A Quote by Stephen Harper

Part of the reason we're all committed to coordinated stimulus is we want to stimulate the global economy. We're in a global economy, not just our national economies.p — © Stephen Harper
Part of the reason we're all committed to coordinated stimulus is we want to stimulate the global economy. We're in a global economy, not just our national economies.p
We have to remember we're in a global economy. The purpose of fiscal stimulus is not simply to sustain activity in our national economies, but to help the global economy as well, and that's why it's so critical that measures in those packages avoid anything that smacks of protectionism.
Our view is that economic isolationism is the wrong way to go. Vibrant, successful growing economies that advance the interests of their citizens engage the global economy. And, we're committed to engaging the global economy.
Today, local economies are being destroyed by the 'pluralistic,' displaced, global economy, which has no respect for what works in a locality. The global economy is built on the principle that one place can be exploited, even destroyed, for the sake of another place.
We're in a tightening cycle and the reason is the economy is growing, there's no expectation that the global economy and the Polish economy as a consequence could slow down dramatically.
We have to make sure America writes the rules of the global economy, and we should do it today while our economy is in the position of global strength, because if we don't write the rules for trade around the world, guess what: China will.
In a global economy where our economies and supply chains are deeply integrated, it's not even possible.
There'll be a growing disparity between economics and politics. An economy that grows so rapidly is intractably global. On the other hand, the current political system is intractably national. So there is a growing dichotomy between a global economy and locally based politics.
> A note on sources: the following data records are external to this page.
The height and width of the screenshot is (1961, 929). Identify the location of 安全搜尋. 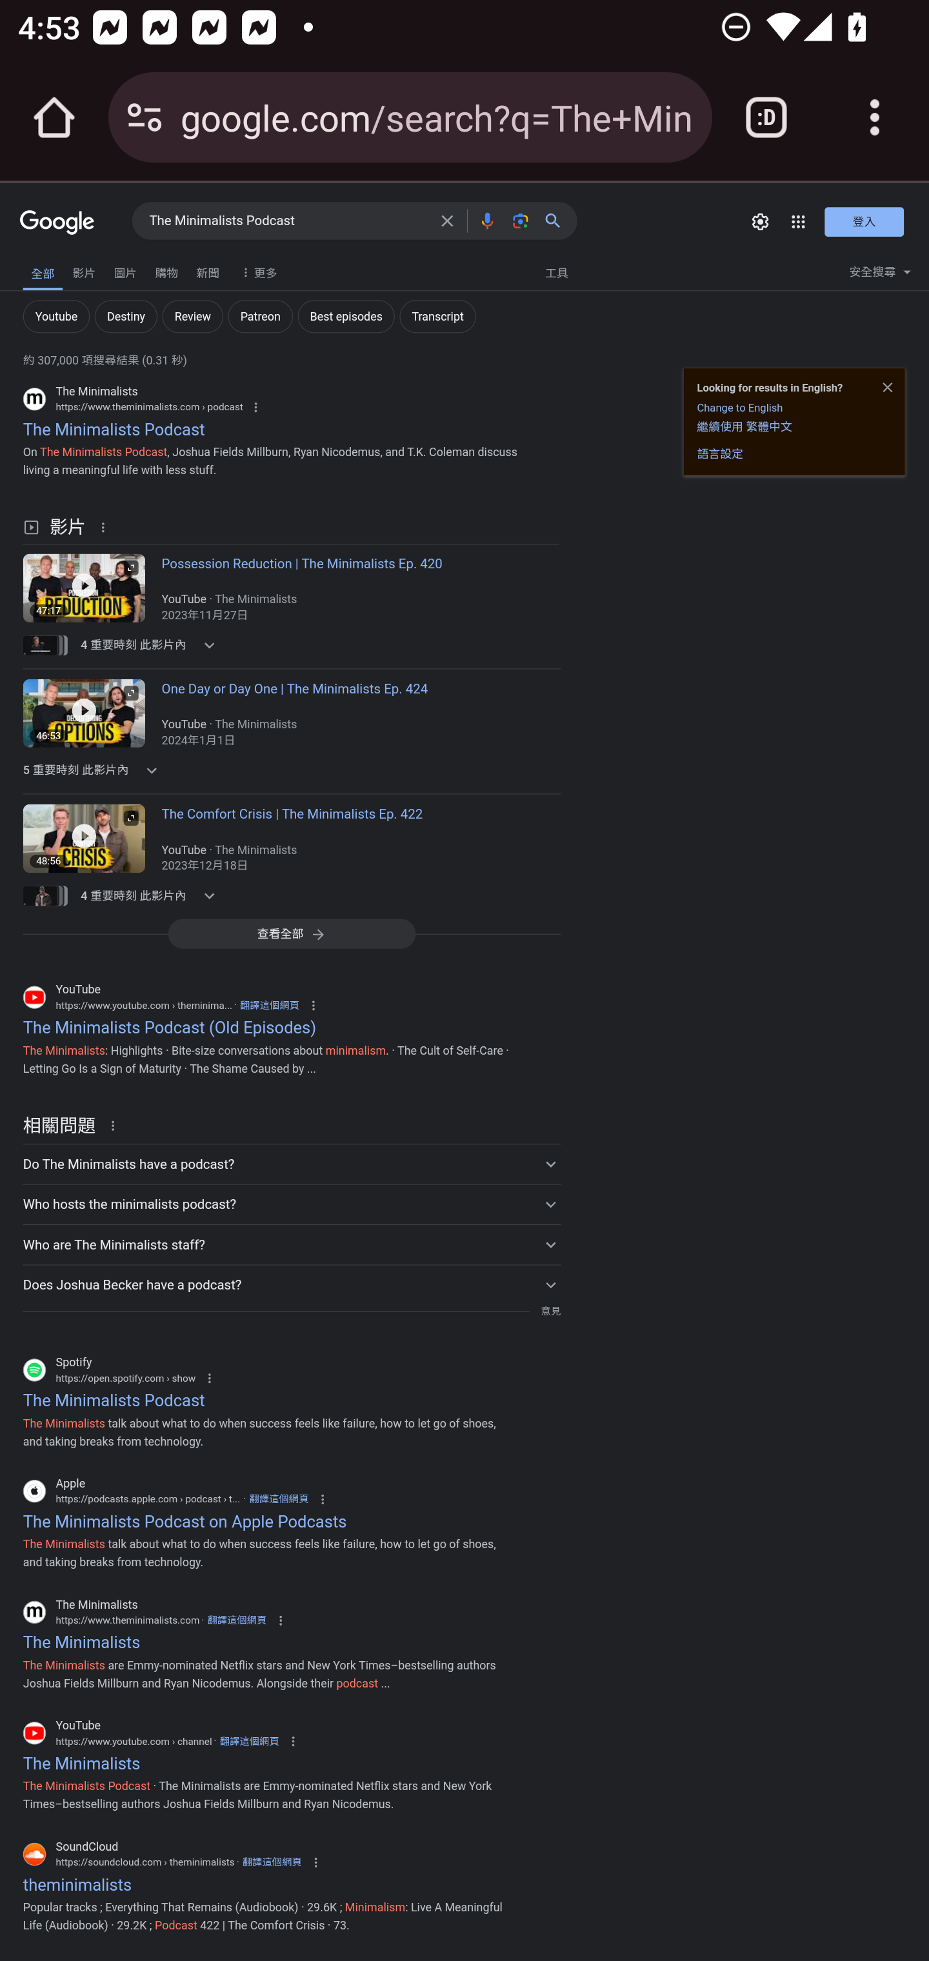
(880, 275).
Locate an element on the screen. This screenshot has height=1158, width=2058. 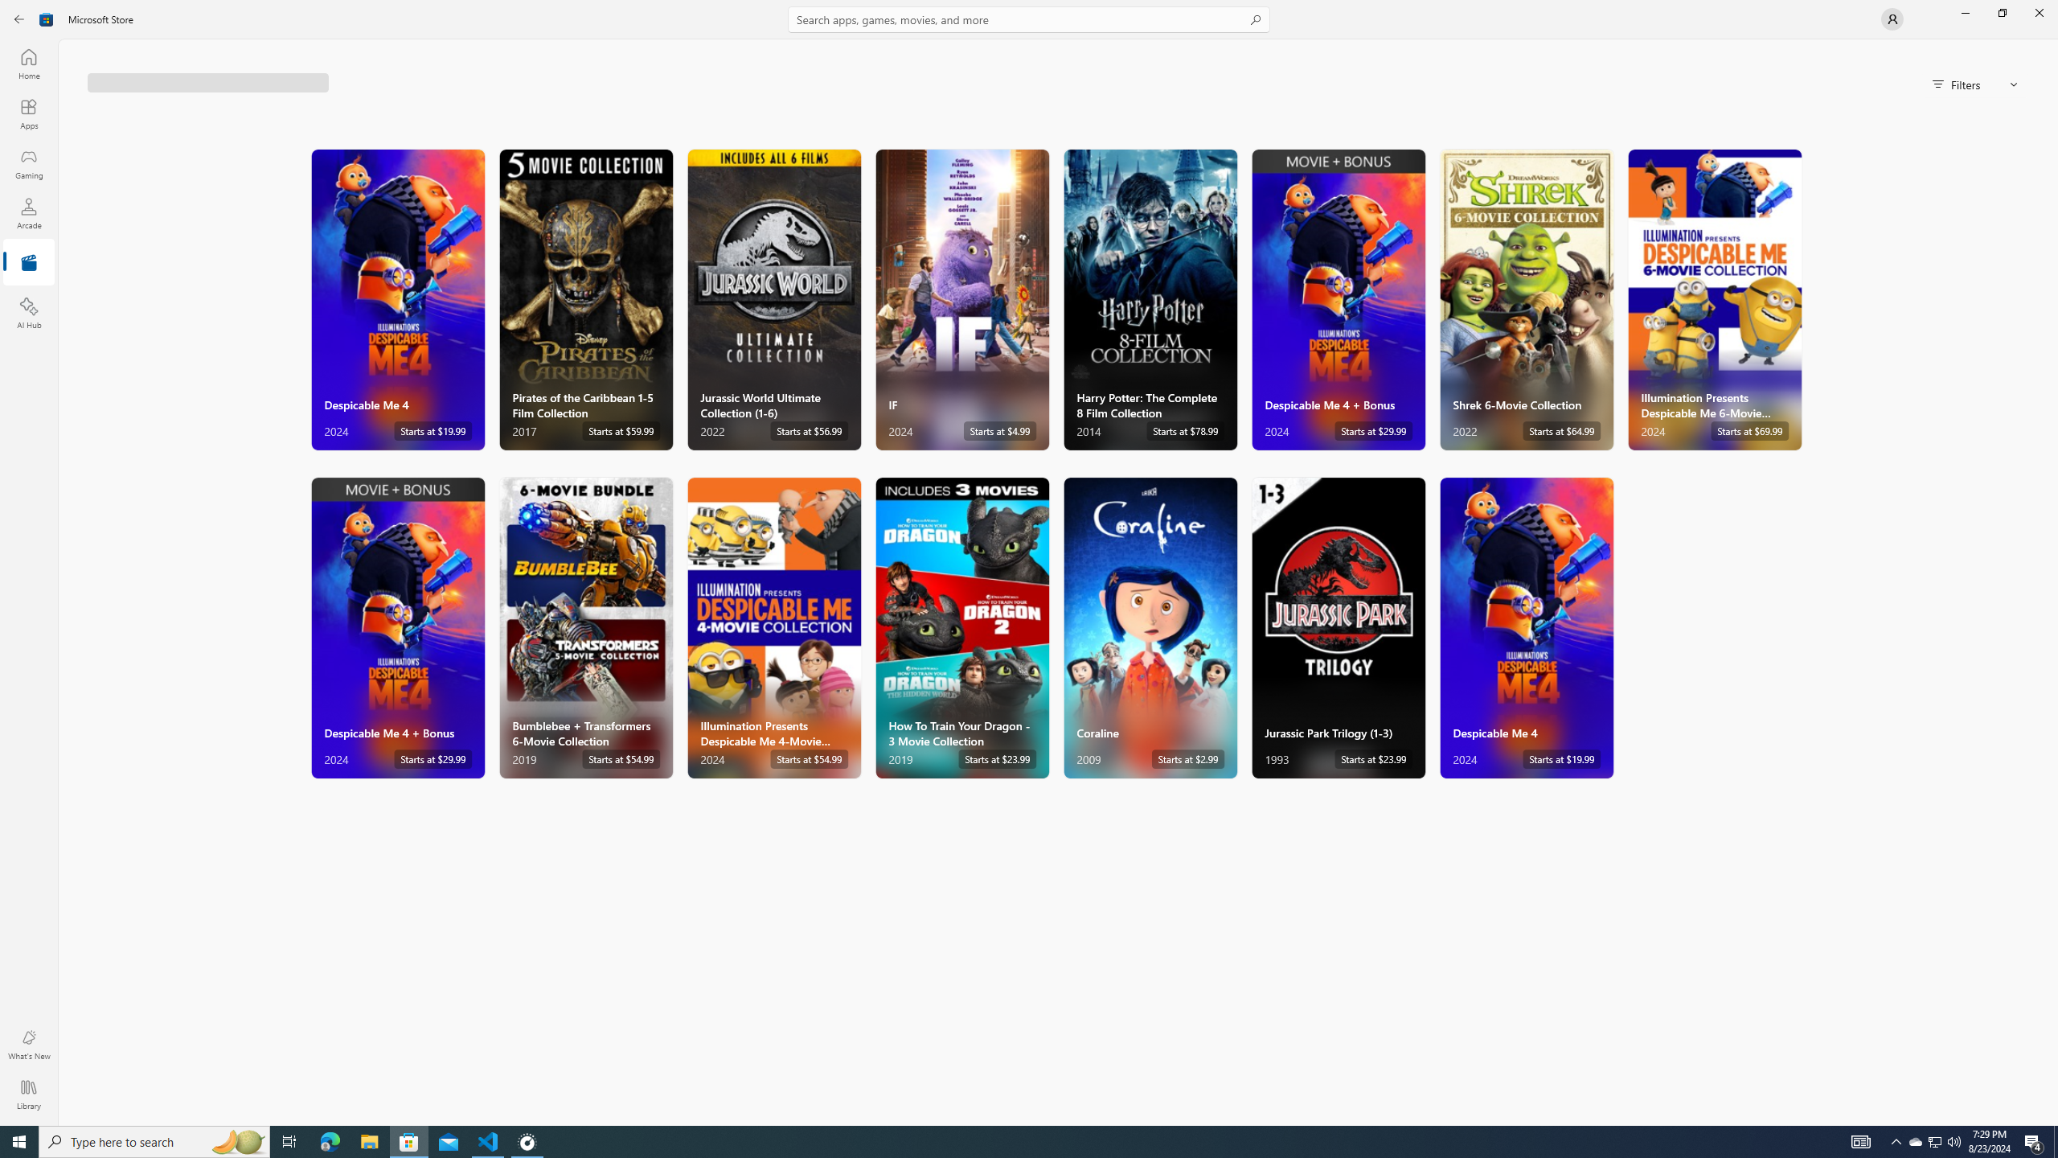
Jurassic World Ultimate Collection (1-6). Starts at $56.99   is located at coordinates (775, 299).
Henry Ford was right. A prosperous economy requires that workers be able to buy the products that they produce. This is as true in a global economy as a national one.
I think business, government and unions have to work together, and the common enemies to the global economy. We're being beaten by the global economy, and we've got to unite together to win.
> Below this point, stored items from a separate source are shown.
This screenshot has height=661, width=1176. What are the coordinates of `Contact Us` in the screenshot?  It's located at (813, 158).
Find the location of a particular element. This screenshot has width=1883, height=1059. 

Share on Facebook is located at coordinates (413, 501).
We are in a global economy whether we like it or not. And we believe - I believe - that America should be at the table writing the rules of the global economy instead of China.
As from the 1970's onward, digital code started to drive the global economy, now life code is beginning to be the fundamental driver of the global economy over the next 10, 20, 30 years.
What's going on in this country? Unions stand against those trends. We've got to somehow insulate the robust American economy from this global economy that seems to want to devour our standard of living.
An economy genuinely local and neighborly offers to localities a measure of security that they cannot derive from a national or a global economy controlled by people who, by principle, have no local commitment.
A truly global economy, as opposed to the multinational economy of the recent past, will require concessions of national power ... that seemed impossible a few years ago and which even now we can but partly imagine.
The proper goal of an economic democracy agenda is to replace the global suicide economy ruled by rapacious and unaccountable global corporations with a planetary system of local living economies comprised of human-scale enterprise rooted in the communities they serve and locally owned by the people whose wellbeing depends on them.
Leaving the E.U. enables the U.K. to be more engaged with the global economy, not just the European economy.